Feeling something, I went over there that very day and had a look ( first paragraph above). As I walked up the fairly steep driveway, I realized that the picture I had seen must have been taken many years ago, for what was before me was a house about to be reclaimed by the woods.  The garden was completely overgrown; bamboo was everywhere, spider webs lurked at every step. The trees grew so thickly and tightly to the house that it was difficult to see inside. With effort, I crawled between the trees and the front glassed in balcony , and peered inside.
 
As I dusted off the window pane, I beheld and old and beautiful house, dark and wooden, shoji screen doors and wooden rafters everywhere. The tatami mats were covered in a thick pile of dust, but still looked strong and firm. It was massive, dark and empty, surrounded by a calm feeling of surrender to the forces of nature very actively attacking it. It would need a massive amount of work and cleaning, but I could see the potential of what its wooden beams held.
 
It was as if the house spoke to me. And I knew in that very instant, that I had found my new home.

Dawn reflections

The alarm goes off at 4:25 in the morning. I take the dog outside for a few minutes before I head into my morning practice, the only way I can get the bulk of it done before my long working day. The old wooden house has a faint chill to it, but this falls off as soon as I sit down and start to practice. Sixty years and it still sits like a majestic rock against the modest hillside, surrounded by a bamboo and cedar forests that welcomes the wind each day.

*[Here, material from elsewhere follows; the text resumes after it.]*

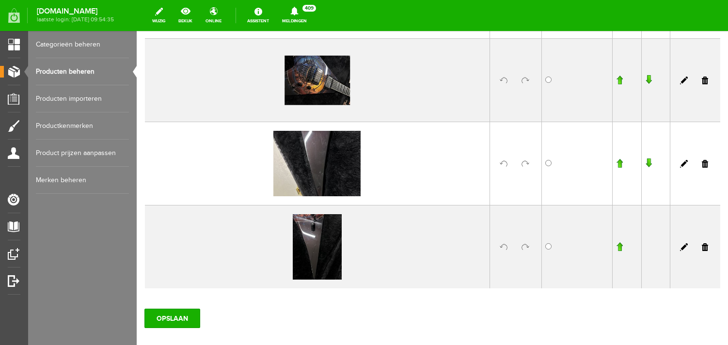 The width and height of the screenshot is (728, 345). What do you see at coordinates (181, 216) in the screenshot?
I see `img: image01467.jpeg` at bounding box center [181, 216].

Its another day in my new life, single now after seven years of hopes and dreams, only to step once again into the present moment, alone again. The thoughts and projections of what would be are left behind and I am struck by the sharp space that surrounds when two lives, once closely inter-wound, are undone. I clean my shrine, wash each bowl one by one and make my offerings to the Buddhas and Bodhisattvas to grant their blessings for all sentient beings, asking at the same time to become more skillful in my human relationships.
The silence listens but says nothing as always. Only the faint chirping of a bird as it gingerly tests the morning, flitting from branch to branch in the slowly awakening dawn.
Sadness, regret and at times hopes and aspirations fill my mind, only to come constantly back to space, space, the here and now. Whether one likes to admit it or not, one cannot avoid pain in this human experience, for that suffering that we experience in our lives is just as valid as the times of happiness and bliss. In a world that constantly runs from the down side and clings madly to the good, I belatedly admit to myself the lingering remains of what was. Back to the moment, back to each moment, the mind wants to run away, to somewhere less painful and “what if”. Space beckons me again as my mind calms.

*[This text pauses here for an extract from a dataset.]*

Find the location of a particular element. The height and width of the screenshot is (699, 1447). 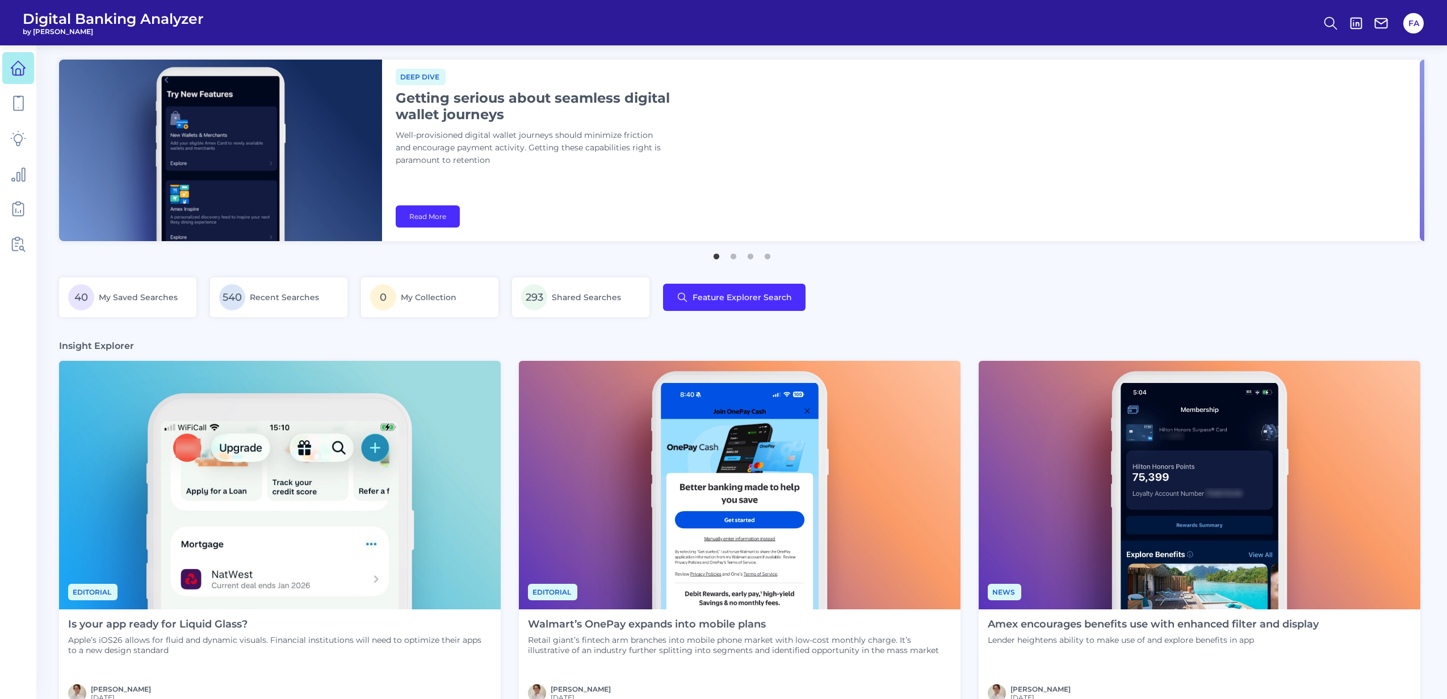

a: 540Recent Searches is located at coordinates (279, 297).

Praying that my ex- partner finds the happiness she so dearly seeks, acknowledging my own hopes and fears so deeply involved- ah, to be a Buddhist is tricky! The double edge sword of reality cuts sweetly and deep, as we dissolve and let go, and yet try to live our lives in genuine fashion. Heaven and hell need not be some far off distant possibility, they live here with us with each breath and moment, at times a choice, at others not.

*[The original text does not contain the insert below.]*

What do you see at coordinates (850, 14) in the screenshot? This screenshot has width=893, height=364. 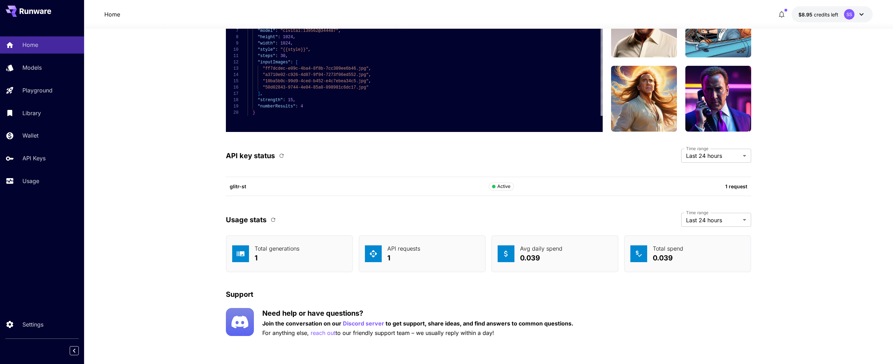 I see `div: SS` at bounding box center [850, 14].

I smile to myself as I remember to be kind to myself, for we are all human, and bound to make mistakes as the song goes. S

Born in Tibet- movie preview – Episode One: Yönten

 

Born in Tibet – Episode One / Yönten
A short peak at footage of 83 year old Yönten Tharchin and translator Ani Jinpa shot in Boudhanath Nepal. Yönten was attendant to Chögyam Trungpa during his escape from Tibet in 1959 as famously chronicled in Trungpa’s book “Born in Tibet.” Over the course of three weeks Yönten recounts in detail the harrowing journey during which many perished. For more visit http://www.chronicleproject.com

The Yogis of Tibet (2002)

For the first time, the reclusive and secretive Tibetan monks agree to discuss aspects of their philosophy and allow themselves to be filmed while performing their ancient practices.